[Coco] How SLENB works ?

Matthew Stock stock at bexkat.com
Sun Jul 20 10:25:53 EDT 2014


A couple of thoughts.  If you want to build a simple peripheral on the bus
(and not try to access the onboard devices from the outside), I'd advise
leaving the address lines as inputs for the arduino, and think about how
you want to handle the bidirectional data bus.  There's little risk of the
arduino trying to pull low and the Coco trying to pull high as long as you
use the DATAEN line appropriately (my board or any other tristate).  If you
are not using an external tristate buffer, you'll need to ensure that the
only time your data lines are in output mode is when the Coco is reading
and you know there is nothing else on the bus that will respond.  You can't
just use r/w for that - you also need to address decode.

That said, I think the non-ARM Arduinos are too slow to emulate raw
memory.  What I mean by this is that there are tight timing requirements
between when the Coco pulls a chip select line down (CTS, SCS), and when it
expects to be able to read the result from the bus.

If you want to research this yourself, you can get the bus timing info from
the 6809 datasheet, and the AVR datasheet will tell you how many cycles it
will take to get into your interrupt handler, how fast the I/O lines can
change, and memory fetch will take, etc.  Lots of cycle counting.  The
Arduino clock is only 16MHz, so you only get about 17 AVR clock ticks to
work with in each clock cycle.  Just entering the interrupt handler eats
8-10 of those.
  -Matt


On Sun, Jul 20, 2014 at 8:56 AM, Retro Canada <retrocanada76 at gmail.com>
wrote:

> as i see the design i believe the r/w line should be as well conected to
> an arduino's interrupt to change the address pins from input/output and
> vice versa in order to prevent an over voltage like arduino setting it as
> output 5v and the coco trying to write 5v again. but will it be fast
> enough? or should i keep separate lines and multplex them?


* PROBLEM TO WORK ON: Among the entries, find the lines with the string "this" and report them.

= = = = = = =

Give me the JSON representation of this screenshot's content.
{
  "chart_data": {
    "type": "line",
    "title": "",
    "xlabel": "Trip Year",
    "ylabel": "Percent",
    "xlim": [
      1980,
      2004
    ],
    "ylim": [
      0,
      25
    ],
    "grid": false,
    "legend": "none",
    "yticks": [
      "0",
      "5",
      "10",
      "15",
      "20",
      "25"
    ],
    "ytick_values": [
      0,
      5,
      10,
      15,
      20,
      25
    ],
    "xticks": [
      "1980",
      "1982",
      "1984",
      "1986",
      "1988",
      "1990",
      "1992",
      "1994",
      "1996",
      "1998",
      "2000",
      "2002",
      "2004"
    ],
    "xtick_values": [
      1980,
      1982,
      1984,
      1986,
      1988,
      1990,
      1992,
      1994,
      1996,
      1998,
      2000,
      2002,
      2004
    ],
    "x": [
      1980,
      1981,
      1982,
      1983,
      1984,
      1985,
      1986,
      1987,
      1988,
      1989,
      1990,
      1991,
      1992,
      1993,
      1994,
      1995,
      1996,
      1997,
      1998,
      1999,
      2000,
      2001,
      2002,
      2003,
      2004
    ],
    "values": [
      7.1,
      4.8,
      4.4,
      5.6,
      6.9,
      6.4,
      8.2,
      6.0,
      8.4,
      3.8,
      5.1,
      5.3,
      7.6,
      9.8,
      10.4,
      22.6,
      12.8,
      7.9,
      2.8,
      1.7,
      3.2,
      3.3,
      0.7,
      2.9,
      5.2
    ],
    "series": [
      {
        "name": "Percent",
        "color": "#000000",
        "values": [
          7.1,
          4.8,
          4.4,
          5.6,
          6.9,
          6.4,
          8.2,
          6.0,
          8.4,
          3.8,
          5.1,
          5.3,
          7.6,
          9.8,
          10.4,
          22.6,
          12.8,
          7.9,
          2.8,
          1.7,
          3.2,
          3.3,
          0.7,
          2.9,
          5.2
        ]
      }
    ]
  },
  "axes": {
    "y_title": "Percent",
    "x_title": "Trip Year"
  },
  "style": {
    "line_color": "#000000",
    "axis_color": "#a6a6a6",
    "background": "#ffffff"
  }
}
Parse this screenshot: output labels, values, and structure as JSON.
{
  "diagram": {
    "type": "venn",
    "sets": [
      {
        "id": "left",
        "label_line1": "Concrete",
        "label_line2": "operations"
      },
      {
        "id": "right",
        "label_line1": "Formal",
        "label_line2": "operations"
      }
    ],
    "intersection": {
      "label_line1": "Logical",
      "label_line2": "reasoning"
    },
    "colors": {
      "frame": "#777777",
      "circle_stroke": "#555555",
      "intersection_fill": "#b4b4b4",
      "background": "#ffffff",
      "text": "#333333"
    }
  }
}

= = = = = = =

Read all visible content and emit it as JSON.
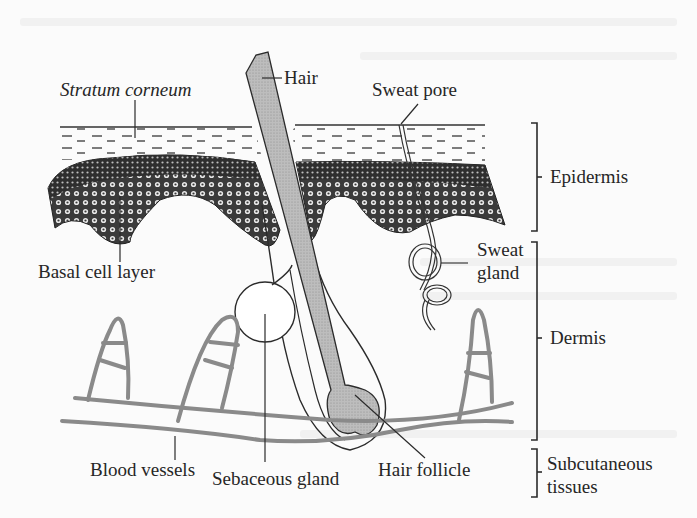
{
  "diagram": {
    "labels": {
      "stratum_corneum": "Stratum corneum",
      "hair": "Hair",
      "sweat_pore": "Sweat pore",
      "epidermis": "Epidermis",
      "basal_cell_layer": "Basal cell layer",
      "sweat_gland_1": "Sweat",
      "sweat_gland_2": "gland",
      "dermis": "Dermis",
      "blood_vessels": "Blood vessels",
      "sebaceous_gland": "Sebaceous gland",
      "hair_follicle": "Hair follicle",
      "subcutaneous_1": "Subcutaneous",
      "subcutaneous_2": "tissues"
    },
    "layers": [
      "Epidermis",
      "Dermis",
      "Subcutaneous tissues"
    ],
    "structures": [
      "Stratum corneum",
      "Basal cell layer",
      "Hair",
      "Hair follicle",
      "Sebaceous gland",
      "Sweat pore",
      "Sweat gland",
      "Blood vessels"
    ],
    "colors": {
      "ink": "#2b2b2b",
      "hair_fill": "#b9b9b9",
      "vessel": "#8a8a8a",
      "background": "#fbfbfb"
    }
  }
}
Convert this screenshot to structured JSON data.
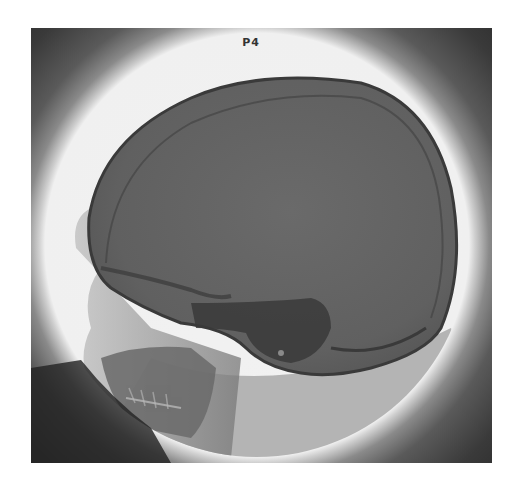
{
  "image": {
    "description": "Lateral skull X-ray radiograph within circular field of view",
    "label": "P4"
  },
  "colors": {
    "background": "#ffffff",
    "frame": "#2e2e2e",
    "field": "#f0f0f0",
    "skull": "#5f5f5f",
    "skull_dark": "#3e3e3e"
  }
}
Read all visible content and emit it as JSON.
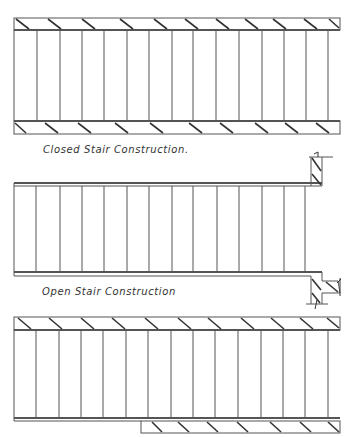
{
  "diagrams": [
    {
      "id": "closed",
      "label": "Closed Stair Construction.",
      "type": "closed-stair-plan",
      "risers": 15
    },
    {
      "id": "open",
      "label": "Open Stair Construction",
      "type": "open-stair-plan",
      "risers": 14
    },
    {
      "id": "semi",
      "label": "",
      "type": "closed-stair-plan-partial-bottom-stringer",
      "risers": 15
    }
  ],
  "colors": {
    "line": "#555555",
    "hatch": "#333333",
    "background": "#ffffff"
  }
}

= = = = = = =

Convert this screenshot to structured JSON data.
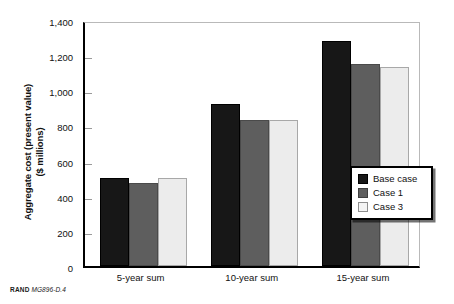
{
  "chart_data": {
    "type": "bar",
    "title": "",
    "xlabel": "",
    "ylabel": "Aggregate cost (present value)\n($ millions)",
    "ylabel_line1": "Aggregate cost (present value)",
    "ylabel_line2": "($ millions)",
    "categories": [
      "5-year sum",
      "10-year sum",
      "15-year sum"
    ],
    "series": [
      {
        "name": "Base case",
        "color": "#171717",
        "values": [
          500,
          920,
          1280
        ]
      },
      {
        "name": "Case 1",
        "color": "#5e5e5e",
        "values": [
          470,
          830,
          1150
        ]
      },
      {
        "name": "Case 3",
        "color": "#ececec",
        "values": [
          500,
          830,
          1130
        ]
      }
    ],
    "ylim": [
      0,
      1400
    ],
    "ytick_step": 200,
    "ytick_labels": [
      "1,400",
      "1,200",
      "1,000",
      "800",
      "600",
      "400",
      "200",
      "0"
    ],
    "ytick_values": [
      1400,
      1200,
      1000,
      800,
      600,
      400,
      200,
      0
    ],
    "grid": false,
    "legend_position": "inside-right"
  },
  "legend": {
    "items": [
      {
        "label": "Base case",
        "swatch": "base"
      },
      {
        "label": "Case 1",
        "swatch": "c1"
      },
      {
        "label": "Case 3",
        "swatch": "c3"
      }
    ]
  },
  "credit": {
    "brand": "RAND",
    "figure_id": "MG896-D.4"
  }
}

= = = = = = =

* YOUR SOLUTION:
Give me the JSON representation of this screenshot's content.
Parse this screenshot: output labels, values, and structure as JSON.
Convert this screenshot to structured JSON data.
Convert this screenshot to structured JSON data.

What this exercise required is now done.